Sauruz wrote...
In the Quarian/Geth conflict, you knowingly decide which race you want to extinguish - without a perfect import. There is no morally good way to solve that conflict, unless you simply deny that the Geth have a right to live.
There are plenty of morally good ways to solve that conflict... if your morality is structured in such a way to resolve deontological and teleological clashes. After all, you are not the reason these these two races are at odds, and you are not the reason why you've come to be able to make this choice. You are not even the one who will extinguish another race: that denial of responsibility of others is just egocentricism. You are simply a person who, while witnessing two groups with incompatible intents, has the ability to interfere with the efforts of one.
Which one do you choose? That's up to what your morality tells you. You could side with the Geth because you believe they are innocent, or because they are the victims, or simply because you don't feel you should intervene, and so let the consequence of Legion/Geth VI acting unimpeded play out. And if any of those, or any other motivation, is morally worse than the alternative, then the alternative is morally right even if it's not nice.
It's called choosing the best of bad options, and being able to determine and decide such is a key aspect of both morality and responsibility.
I can see how these conflicts are similar to past ones, but they have never been quite this grim. The fact that everything we do also helps the war effort, meaning everything we do has an underlying utilitarian goal and those we 'save' are getting sent into a war against an enemy that cannot be beaten and will likely suffer large casualties, also puts a different note on everything. Whereas in past conflicts, we (more or less) just happened to stumble upon them and were free to decide as we wanted to. The urgency of the war clouds every decision in the game.
But it's not just those things - again, it's the entire atmosphere. Whenever the war is brought up in dialogue, you're assured again and again that you will have to do amoral things in this war. In ME2, you're similarly confronted by TIM, and you always get the option to argue against him. In ME3, it's your allies and friends who confront you. They put their trust in you to do everything it takes to win the war. It's difficult to find anyone in ME3 who encourages you not to do that, but I believe the only who does is Samara - but she's such a sidelined character it's not even really noticeable.
Which makes the setting... grim.
Not nihilistic, not the N-abyss, not an amoral abandonment of ethics. It just makes it a grim situation in dark times as you struggle to get through them. Nothing more, nothing less: the world not offering you a way out of your own moral contradictions is not the same as a setting which does not care about morality.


- _Task goal_
Draw out every line with the word "swatch" from the listing below.

----------------

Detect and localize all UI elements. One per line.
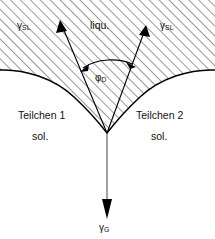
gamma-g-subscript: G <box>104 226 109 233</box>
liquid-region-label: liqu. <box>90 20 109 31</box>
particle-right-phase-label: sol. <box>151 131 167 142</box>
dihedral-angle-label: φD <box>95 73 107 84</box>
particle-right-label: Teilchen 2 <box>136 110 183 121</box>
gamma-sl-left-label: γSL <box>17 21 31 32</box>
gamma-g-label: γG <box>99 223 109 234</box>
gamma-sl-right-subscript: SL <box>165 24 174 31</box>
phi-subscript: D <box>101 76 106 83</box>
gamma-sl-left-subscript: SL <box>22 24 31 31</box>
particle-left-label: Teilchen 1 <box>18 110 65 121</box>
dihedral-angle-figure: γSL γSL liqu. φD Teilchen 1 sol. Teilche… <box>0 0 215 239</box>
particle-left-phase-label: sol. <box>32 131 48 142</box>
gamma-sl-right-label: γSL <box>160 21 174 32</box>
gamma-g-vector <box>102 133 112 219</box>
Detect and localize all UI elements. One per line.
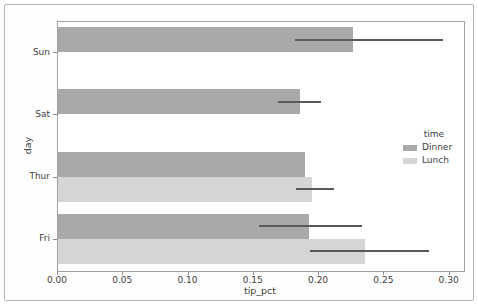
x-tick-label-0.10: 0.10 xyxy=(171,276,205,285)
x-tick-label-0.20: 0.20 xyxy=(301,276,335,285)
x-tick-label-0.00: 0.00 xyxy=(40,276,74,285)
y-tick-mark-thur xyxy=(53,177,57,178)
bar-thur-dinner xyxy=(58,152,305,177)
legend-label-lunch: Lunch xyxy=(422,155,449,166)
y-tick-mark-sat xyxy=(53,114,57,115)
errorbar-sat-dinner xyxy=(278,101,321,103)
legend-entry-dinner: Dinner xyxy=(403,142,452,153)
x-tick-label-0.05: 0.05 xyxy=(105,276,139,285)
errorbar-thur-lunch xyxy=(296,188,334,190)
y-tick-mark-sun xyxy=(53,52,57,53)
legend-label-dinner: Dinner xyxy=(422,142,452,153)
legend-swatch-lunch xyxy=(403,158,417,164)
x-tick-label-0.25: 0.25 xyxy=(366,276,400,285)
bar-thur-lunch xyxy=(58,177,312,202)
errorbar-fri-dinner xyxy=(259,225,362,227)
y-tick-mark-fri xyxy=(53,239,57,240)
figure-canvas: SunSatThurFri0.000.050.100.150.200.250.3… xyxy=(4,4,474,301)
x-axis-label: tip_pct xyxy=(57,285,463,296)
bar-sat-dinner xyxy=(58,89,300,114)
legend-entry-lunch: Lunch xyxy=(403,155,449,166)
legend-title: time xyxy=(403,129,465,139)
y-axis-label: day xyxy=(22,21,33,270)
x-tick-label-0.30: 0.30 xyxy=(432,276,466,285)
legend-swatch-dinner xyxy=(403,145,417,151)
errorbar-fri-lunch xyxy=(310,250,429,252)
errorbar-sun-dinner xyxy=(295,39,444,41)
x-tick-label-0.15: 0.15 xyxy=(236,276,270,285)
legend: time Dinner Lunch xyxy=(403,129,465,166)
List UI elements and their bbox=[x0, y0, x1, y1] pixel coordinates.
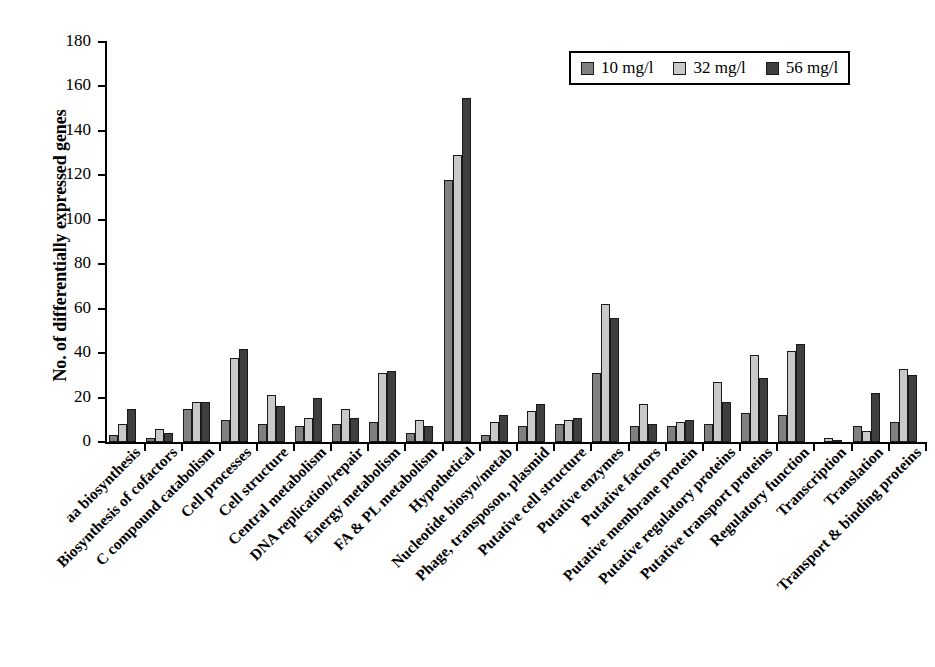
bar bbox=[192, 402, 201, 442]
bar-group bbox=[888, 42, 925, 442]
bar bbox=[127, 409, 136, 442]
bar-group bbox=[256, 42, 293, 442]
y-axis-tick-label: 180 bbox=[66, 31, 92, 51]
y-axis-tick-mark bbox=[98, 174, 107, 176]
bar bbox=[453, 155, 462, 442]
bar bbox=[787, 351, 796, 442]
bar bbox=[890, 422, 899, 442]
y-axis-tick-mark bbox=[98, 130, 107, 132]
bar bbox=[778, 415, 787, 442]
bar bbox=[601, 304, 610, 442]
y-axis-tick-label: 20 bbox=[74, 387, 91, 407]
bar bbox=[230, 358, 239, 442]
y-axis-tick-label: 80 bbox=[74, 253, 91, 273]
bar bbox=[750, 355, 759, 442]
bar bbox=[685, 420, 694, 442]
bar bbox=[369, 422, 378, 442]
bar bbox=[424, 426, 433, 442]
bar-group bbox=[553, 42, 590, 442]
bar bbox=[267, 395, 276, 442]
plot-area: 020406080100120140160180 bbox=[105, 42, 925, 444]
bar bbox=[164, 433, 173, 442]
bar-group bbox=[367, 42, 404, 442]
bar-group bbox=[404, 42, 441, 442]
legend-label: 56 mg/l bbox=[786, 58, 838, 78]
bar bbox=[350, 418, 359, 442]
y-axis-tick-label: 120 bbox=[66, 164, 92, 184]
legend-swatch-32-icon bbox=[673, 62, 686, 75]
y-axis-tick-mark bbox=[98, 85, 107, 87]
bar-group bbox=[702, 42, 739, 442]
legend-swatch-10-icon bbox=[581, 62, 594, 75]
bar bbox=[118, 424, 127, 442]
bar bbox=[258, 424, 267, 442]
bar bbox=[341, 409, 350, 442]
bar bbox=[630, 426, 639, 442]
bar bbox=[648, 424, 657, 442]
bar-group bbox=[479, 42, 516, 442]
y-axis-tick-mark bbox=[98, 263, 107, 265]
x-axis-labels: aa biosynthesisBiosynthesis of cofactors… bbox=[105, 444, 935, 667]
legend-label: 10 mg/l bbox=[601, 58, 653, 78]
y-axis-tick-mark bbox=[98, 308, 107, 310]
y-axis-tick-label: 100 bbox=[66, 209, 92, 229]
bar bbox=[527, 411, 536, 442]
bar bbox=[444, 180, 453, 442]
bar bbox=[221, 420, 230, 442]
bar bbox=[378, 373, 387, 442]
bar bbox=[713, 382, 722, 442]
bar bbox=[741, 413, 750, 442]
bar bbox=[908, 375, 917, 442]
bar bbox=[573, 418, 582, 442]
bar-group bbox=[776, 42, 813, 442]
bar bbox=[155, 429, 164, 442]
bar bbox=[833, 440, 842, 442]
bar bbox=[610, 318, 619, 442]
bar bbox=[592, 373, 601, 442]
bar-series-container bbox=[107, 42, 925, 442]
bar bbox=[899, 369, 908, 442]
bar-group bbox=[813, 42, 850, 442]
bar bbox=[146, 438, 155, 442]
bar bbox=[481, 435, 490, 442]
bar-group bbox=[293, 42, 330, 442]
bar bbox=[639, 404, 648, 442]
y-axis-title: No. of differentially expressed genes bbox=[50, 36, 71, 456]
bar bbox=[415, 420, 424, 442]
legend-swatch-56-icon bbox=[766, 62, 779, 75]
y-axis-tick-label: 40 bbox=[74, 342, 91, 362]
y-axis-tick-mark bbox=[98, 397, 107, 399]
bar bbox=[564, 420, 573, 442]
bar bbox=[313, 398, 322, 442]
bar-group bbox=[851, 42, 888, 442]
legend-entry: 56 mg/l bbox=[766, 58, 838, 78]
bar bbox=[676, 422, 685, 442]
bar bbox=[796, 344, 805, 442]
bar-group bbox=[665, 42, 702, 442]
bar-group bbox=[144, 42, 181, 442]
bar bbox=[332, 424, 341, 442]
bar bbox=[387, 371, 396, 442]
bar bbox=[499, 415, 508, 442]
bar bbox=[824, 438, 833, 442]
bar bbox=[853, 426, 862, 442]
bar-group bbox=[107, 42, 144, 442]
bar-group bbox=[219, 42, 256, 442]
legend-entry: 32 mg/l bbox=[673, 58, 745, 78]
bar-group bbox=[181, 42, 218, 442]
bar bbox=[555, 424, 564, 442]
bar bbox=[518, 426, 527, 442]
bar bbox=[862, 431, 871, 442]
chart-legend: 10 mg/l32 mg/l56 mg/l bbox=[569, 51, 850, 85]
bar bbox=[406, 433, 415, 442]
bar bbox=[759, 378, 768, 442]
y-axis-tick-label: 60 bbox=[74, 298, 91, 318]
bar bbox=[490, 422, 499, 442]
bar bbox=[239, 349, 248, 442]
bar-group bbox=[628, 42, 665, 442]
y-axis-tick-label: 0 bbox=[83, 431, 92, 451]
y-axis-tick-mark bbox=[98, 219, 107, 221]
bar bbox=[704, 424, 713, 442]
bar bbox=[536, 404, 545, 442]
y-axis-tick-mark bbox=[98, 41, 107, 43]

----------------

- _Exercise output_
legend-swatch-lunch xyxy=(403,158,417,164)
legend-swatch-dinner xyxy=(403,145,417,151)
legend-swatch-32-icon bbox=[673, 62, 686, 75]
legend-swatch-10-icon bbox=[581, 62, 594, 75]
legend-swatch-56-icon bbox=[766, 62, 779, 75]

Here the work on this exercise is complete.